Understand Value-Based Pricing
Value-based pricing starts with a different question: not "what does it cost me to deliver this?" but "what is this worth to my customer?"
A piece of financial advice that saves a client $200,000 in tax is worth far more than the time it took to deliver. A restaurant dish that creates a memorable experience is worth more than the cost of its ingredients. A software tool that saves a team ten hours per week is worth more than its hosting costs.
When you anchor your pricing to value rather than cost, you give yourself room to charge what the market will actually bear — and that number is almost always higher than a cost-plus calculation would suggest.
To apply value-based pricing, you need to:
- Understand the outcome your product or service creates for the customer
- Quantify that outcome where possible (time saved, revenue generated, risk reduced)
- Price as a fraction of the value you create
This is not about gouging customers. It is about being paid fairly for the value you actually deliver.
Analyse Your Competitive Position
Pricing does not happen in a vacuum. Your customers have alternatives, and your price needs to make sense relative to those alternatives.
This does not mean you should match the cheapest competitor — that is a race to the bottom that destroys margins across an entire industry. Instead, understand:
- What do competitors charge? Use this as context, not as a ceiling.
- How do you differentiate? Speed, quality, expertise, service, specialisation — wherever you are genuinely better, your price can reflect that.
- What is your target customer segment? Price-sensitive customers who are shopping on price alone are often not your best customers. High-value customers who are shopping on outcome are worth pricing for specifically.

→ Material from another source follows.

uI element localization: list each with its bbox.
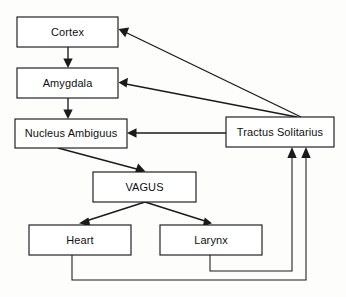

Common Pricing Mistakes to Avoid
Underestimating Your True Cost to Deliver
Most business owners dramatically underestimate what it actually costs to deliver their product or service when all overhead is properly allocated. If you are pricing based on a partial view of your costs, you are almost certainly undercharging.
Failing to Review Pricing Regularly
Costs change. Superannuation rates increase. Labour costs rise. Supply chain pressures push up material costs. If you have not reviewed your pricing in the last 12 months, you have almost certainly experienced margin compression without realising it.

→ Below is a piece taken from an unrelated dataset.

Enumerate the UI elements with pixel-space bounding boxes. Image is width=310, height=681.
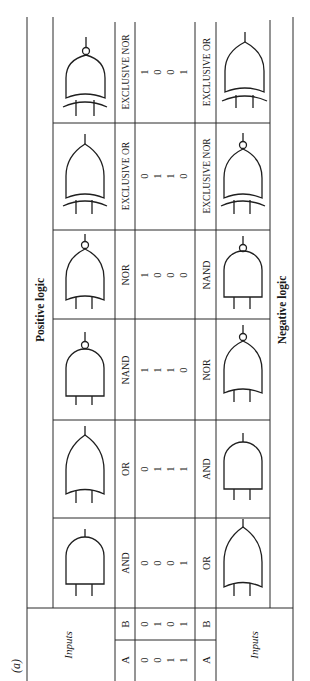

In Australia, with the cost-of-living pressures of recent years driving up wages and inputs across most industries, annual pricing reviews are not optional — they are essential.
Competing on Price When You Should Compete on Value
If the only reason a customer chooses you is that you are the cheapest, you have the weakest possible competitive position. One competitor dropping their price by 10% is all it takes to lose the account. Build value into your offering, communicate that value clearly, and price accordingly.
Discounting Without a Strategy
Ad hoc discounting erodes your margin and trains customers to expect lower prices. If you use discounts, they should be structured, time-limited, and tied to a specific commercial objective — volume, new customer acquisition, or clearing aged inventory.
A Practical Pricing Audit
If you want to assess whether your current pricing is working, run through these questions:
- Do you know your gross margin by product, service, or client? If not, calculate it.
- When did you last increase prices? If it was more than 12 months ago, it is overdue for a review.
- What percentage of quotes convert? A very high conversion rate (above 80–90%) may indicate underpricing.
- Are there specific products or services where the margin is consistently thin? These may need repricing or removal.
- How do customers respond when you raise prices? If they barely flinch, you have almost certainly been leaving money on the table.
Building a Pricing Model
For product businesses, a robust pricing model should capture:
- Bill of materials or cost of goods per unit
- Direct labour allocation
- Overhead recovery rate
- Target gross margin
- Competitive benchmarking data
For service businesses, the model should capture:
- Fully loaded hourly cost (salary plus super plus leave entitlements plus overhead allocation)
- Minimum hours to deliver
- Value premium applicable to the engagement
- Target billing rate
Once you have a model, pricing decisions become data-driven rather than gut-feel. That is when pricing stops being a source of anxiety and starts being a lever for profitability.
Pricing is not something you set once and forget. It is an ongoing discipline — and one of the most profitable habits a founder can develop.